Advertisement
UK markets closed
  • FTSE 100

    8,139.83
    +60.97 (+0.75%)
     
  • FTSE 250

    19,824.16
    +222.18 (+1.13%)
     
  • AIM

    755.28
    +2.16 (+0.29%)
     
  • GBP/EUR

    1.1679
    +0.0022 (+0.19%)
     
  • GBP/USD

    1.2494
    -0.0017 (-0.13%)
     
  • Bitcoin GBP

    50,460.51
    -1,131.00 (-2.19%)
     
  • CMC Crypto 200

    1,304.48
    -92.06 (-6.59%)
     
  • S&P 500

    5,099.96
    +51.54 (+1.02%)
     
  • DOW

    38,239.66
    +153.86 (+0.40%)
     
  • CRUDE OIL

    83.66
    +0.09 (+0.11%)
     
  • GOLD FUTURES

    2,349.60
    +7.10 (+0.30%)
     
  • NIKKEI 225

    37,934.76
    +306.28 (+0.81%)
     
  • HANG SENG

    17,651.15
    +366.61 (+2.12%)
     
  • DAX

    18,161.01
    +243.73 (+1.36%)
     
  • CAC 40

    8,088.24
    +71.59 (+0.89%)
     

Bitcoin plunges by a fifth

Wall Street’s wild ride this week spilled over to the cryptocurrency markets Saturday. Bitcoin plunged by 22% to below $42,000 before paring some of that loss.

The sell-off was widespread. Ether tumbled more than 10%, and data from trading platform Coinglass showed nearly $1 billion worth of cryptocurrencies had been liquidated over the past 24 hours. A combination of profit-taking and macro-economic concerns triggered the sell-off.

The crypto plunge follows a volatile week in which stocks got slammed by fears over the Omicron variant and the Federal Reserve’s stance on inflation. And it comes as executives of major cryptocurrency firms prepare to testify before Congress Wednesday for the first time.

At least one country saw the sell-off as a buying opportunity.

El Salvador picked up 150 bitcoins at an average price of roughly $49,000. President Nayib Bukele tweeted, “El Salvador just bought the dip!”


Task instructions
Line by line, please look for the word "Body" in the following records, then copy each line you find it in.

Material for this exercise

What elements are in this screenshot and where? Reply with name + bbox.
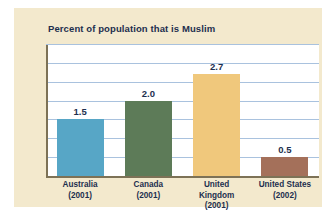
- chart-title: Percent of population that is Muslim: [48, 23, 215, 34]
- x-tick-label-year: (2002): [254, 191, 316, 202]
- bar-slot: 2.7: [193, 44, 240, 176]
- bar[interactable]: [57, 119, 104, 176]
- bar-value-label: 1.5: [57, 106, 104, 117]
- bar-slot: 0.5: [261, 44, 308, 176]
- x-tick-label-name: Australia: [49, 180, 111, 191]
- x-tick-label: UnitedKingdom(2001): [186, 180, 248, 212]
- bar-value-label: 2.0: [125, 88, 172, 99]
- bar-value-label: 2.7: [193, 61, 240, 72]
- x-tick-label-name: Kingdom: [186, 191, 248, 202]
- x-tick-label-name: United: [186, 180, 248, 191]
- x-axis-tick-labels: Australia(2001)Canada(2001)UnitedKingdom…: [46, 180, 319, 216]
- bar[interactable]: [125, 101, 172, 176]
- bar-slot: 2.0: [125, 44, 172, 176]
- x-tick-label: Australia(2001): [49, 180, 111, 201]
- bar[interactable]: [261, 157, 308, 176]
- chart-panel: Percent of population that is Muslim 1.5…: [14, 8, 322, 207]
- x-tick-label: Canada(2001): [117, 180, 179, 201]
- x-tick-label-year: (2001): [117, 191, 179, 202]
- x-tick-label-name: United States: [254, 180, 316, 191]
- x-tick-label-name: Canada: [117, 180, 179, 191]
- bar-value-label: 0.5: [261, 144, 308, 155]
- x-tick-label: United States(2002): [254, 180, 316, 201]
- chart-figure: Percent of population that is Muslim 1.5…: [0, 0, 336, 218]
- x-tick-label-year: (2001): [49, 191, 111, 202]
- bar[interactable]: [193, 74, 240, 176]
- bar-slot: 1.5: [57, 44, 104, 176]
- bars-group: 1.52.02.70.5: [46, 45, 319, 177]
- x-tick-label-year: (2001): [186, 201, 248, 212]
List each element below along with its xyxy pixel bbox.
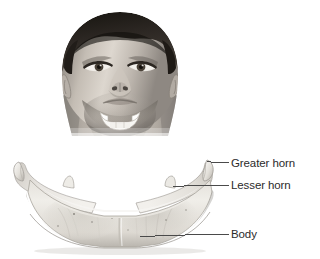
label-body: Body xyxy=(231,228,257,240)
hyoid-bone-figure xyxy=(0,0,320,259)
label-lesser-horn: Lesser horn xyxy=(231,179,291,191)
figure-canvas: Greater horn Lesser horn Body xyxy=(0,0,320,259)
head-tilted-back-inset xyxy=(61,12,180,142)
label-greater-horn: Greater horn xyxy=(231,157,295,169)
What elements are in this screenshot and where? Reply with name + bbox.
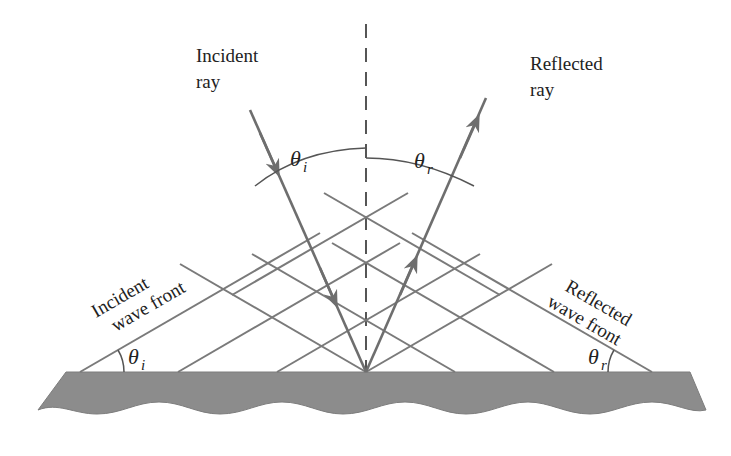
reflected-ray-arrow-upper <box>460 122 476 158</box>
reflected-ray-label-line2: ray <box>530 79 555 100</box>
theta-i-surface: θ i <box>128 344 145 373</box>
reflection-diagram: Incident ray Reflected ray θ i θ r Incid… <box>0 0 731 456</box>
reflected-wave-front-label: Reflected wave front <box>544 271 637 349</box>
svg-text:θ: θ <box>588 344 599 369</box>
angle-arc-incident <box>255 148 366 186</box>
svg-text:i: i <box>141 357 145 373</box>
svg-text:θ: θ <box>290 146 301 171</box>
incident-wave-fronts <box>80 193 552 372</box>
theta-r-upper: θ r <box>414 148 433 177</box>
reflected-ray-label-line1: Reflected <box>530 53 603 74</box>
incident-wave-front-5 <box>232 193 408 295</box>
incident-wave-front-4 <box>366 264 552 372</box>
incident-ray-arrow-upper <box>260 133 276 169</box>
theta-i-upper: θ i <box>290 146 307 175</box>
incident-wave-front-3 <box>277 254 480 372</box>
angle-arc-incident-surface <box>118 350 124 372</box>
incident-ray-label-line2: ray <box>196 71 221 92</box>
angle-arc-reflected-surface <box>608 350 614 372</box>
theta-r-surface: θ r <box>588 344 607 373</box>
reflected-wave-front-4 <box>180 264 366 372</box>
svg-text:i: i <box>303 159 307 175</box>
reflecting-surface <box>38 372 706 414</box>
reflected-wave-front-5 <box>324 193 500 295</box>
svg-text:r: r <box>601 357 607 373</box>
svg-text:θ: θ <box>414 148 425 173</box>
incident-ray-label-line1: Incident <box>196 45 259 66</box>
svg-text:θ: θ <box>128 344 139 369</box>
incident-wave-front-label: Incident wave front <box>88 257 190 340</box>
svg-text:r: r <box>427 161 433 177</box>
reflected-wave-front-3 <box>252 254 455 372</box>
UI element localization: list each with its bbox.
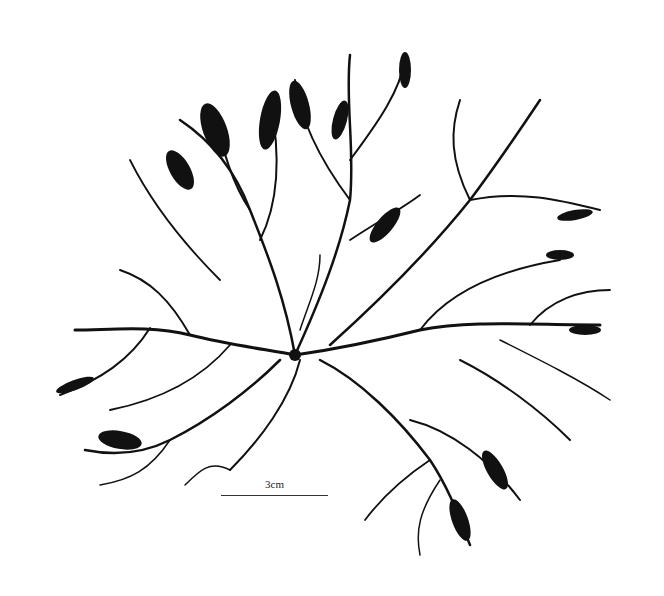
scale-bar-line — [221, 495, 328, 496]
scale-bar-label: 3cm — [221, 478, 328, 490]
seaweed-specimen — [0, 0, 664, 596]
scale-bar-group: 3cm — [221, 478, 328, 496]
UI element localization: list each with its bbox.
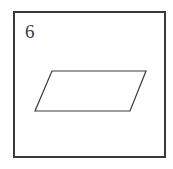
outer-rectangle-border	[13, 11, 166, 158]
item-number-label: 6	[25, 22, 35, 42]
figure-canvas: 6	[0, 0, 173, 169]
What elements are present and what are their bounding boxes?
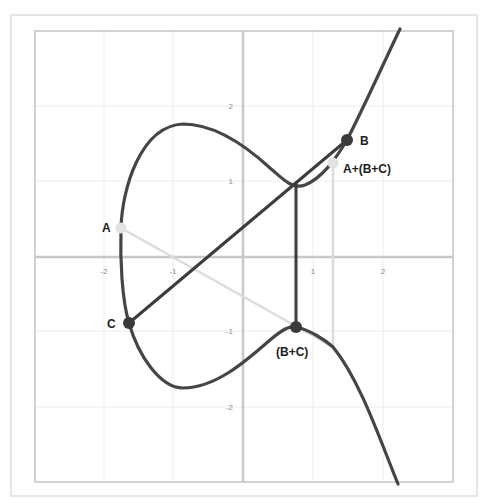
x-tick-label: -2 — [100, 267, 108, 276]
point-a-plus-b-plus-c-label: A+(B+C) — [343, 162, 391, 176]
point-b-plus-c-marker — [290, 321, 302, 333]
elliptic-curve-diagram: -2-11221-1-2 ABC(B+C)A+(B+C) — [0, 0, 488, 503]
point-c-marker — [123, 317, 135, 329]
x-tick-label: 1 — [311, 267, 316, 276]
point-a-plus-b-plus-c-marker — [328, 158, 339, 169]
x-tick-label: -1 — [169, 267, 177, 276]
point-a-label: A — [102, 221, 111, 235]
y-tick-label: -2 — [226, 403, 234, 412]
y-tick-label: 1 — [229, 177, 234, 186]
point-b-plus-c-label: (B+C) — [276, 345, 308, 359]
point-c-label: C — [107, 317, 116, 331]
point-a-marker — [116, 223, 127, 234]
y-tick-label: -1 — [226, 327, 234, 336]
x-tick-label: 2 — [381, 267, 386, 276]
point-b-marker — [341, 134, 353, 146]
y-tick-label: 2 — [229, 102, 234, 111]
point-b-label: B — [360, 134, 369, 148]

Result of the task
label-body: Body xyxy=(231,228,257,240)
figure-canvas: Greater horn Lesser horn Body xyxy=(0,0,320,259)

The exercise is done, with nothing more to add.